Providers like Google and Microsoft have data-centres all over the globe and they move data around routinely just to optimise storage globally and it is for this reason they are reluctant to state where exactly any data will be at any point in time. That's great for them but for anyone having to audit their data and geo locate data accurately it is difficult.

For this reason many firms have sprouted up offering costly solutions for EU/UK data storage solutions. None of them are overly necessary as there are cheaper alternatives to hosting your own data within the UK.
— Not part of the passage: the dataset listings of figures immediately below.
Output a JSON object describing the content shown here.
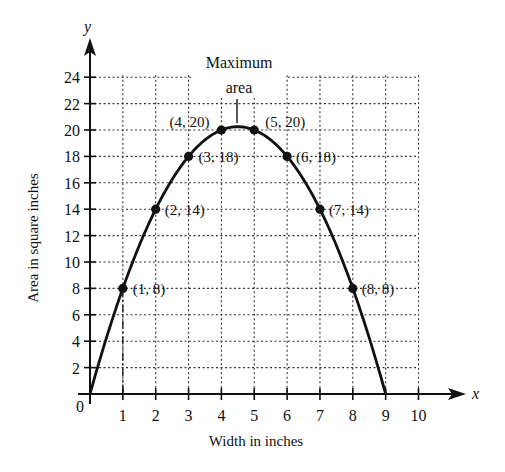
{
  "chart_data": {
    "type": "line",
    "title": "",
    "function": "A = 9x - x^2",
    "xlabel": "Width in inches",
    "ylabel": "Area in square inches",
    "x_axis_variable": "x",
    "y_axis_variable": "y",
    "xlim": [
      0,
      10
    ],
    "ylim": [
      0,
      24
    ],
    "x_ticks": [
      "1",
      "2",
      "3",
      "4",
      "5",
      "6",
      "7",
      "8",
      "9",
      "10"
    ],
    "y_ticks": [
      "2",
      "4",
      "6",
      "8",
      "10",
      "12",
      "14",
      "16",
      "18",
      "20",
      "22",
      "24"
    ],
    "origin_label": "0",
    "grid": true,
    "grid_style": "dotted",
    "legend": null,
    "curve": {
      "x": [
        0,
        0.5,
        1,
        1.5,
        2,
        2.5,
        3,
        3.5,
        4,
        4.5,
        5,
        5.5,
        6,
        6.5,
        7,
        7.5,
        8,
        8.5,
        9
      ],
      "y": [
        0,
        4.25,
        8,
        11.25,
        14,
        16.25,
        18,
        19.25,
        20,
        20.25,
        20,
        19.25,
        18,
        16.25,
        14,
        11.25,
        8,
        4.25,
        0
      ]
    },
    "points": [
      {
        "x": 1,
        "y": 8,
        "label": "(1, 8)"
      },
      {
        "x": 2,
        "y": 14,
        "label": "(2, 14)"
      },
      {
        "x": 3,
        "y": 18,
        "label": "(3, 18)"
      },
      {
        "x": 4,
        "y": 20,
        "label": "(4, 20)"
      },
      {
        "x": 5,
        "y": 20,
        "label": "(5, 20)"
      },
      {
        "x": 6,
        "y": 18,
        "label": "(6, 18)"
      },
      {
        "x": 7,
        "y": 14,
        "label": "(7, 14)"
      },
      {
        "x": 8,
        "y": 8,
        "label": "(8, 8)"
      }
    ],
    "annotations": [
      {
        "text_line1": "Maximum",
        "text_line2": "area",
        "x": 4.5,
        "y": 20.25
      }
    ]
  }
}
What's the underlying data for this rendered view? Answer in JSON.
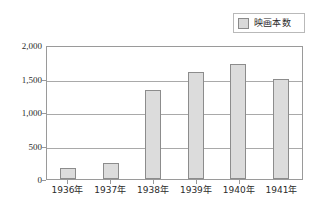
{
  "legend": {
    "swatch_icon": "legend-swatch-icon",
    "label": "映画本数",
    "color": "#d9d9d9",
    "border_color": "#8a8a8a"
  },
  "axis": {
    "y_ticks": [
      "2,000",
      "1,500",
      "1,000",
      "500",
      "0"
    ],
    "x_ticks": [
      "1936年",
      "1937年",
      "1938年",
      "1939年",
      "1940年",
      "1941年"
    ]
  },
  "chart_data": {
    "type": "bar",
    "title": "",
    "xlabel": "",
    "ylabel": "",
    "categories": [
      "1936年",
      "1937年",
      "1938年",
      "1939年",
      "1940年",
      "1941年"
    ],
    "values": [
      170,
      240,
      1350,
      1620,
      1750,
      1510
    ],
    "series": [
      {
        "name": "映画本数",
        "values": [
          170,
          240,
          1350,
          1620,
          1750,
          1510
        ],
        "color": "#dcdcdc"
      }
    ],
    "ylim": [
      0,
      2000
    ],
    "ytick_values": [
      2000,
      1500,
      1000,
      500,
      0
    ],
    "grid": true,
    "legend_position": "top-right"
  }
}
The fact that the data is encrypted is great and essential regardless of its geographical location. But not knowing where the data is, leaves you in an unquantifiable bind. IMHO

All that being said, if you don't deal with any big companies who are putting constraints on you, you can build your own risk assessment and decide to do what you want to do, as long as you can justify whatever it is you are doing and it minimises any potential risk to data subjects data. If you do take this route you will have to document and inform all of your data subjects precisely where their data may be and why. This is why so many businesses stick to UK hosted solutions.

Robert M

12:32 PM, 9th May 2018, About 6 years ago

Reply to the comment left by Chris Amis at 09/05/2018 - 01:26
Hi Chris

It is my understanding that these large software and operating system suppliers are stating that they are GDPR compliant because they have the US Privacy Shield accreditation/standard and/or they have contractual arrangements in place that satisfy the GDP requirements. I have checked this for Microsoft, Dropbox, and Xero, and all claim to be compliant, so as a user of these services I believe that we would be entitled to rely on those statements. However, I would suggest that you make your own enquiries with the various providers that you use so as to put your own mind at rest, and as evidence of your due diligence.

Boru

13:43 PM, 9th May 2018, About 6 years ago

We are in danger of setting the bar too high and planning for risks that are very unlikely and jumping through all sorts of hoops. Be transparent, register with the ICO, fill in the template Record of processing, be secure in how you hold data physically and electronically, don't hold more data than you need. If there is a complaint to the ICO which prompts them to contact you(after they finish with Facebook) it is unlikely to end in a fine. Of thousands of cases that that came to the ICO attention last year only a tiny percentage ended in fines. There is a lot of scaremongering going on to sell 'solutions'. Register and use the helpline when uncertain.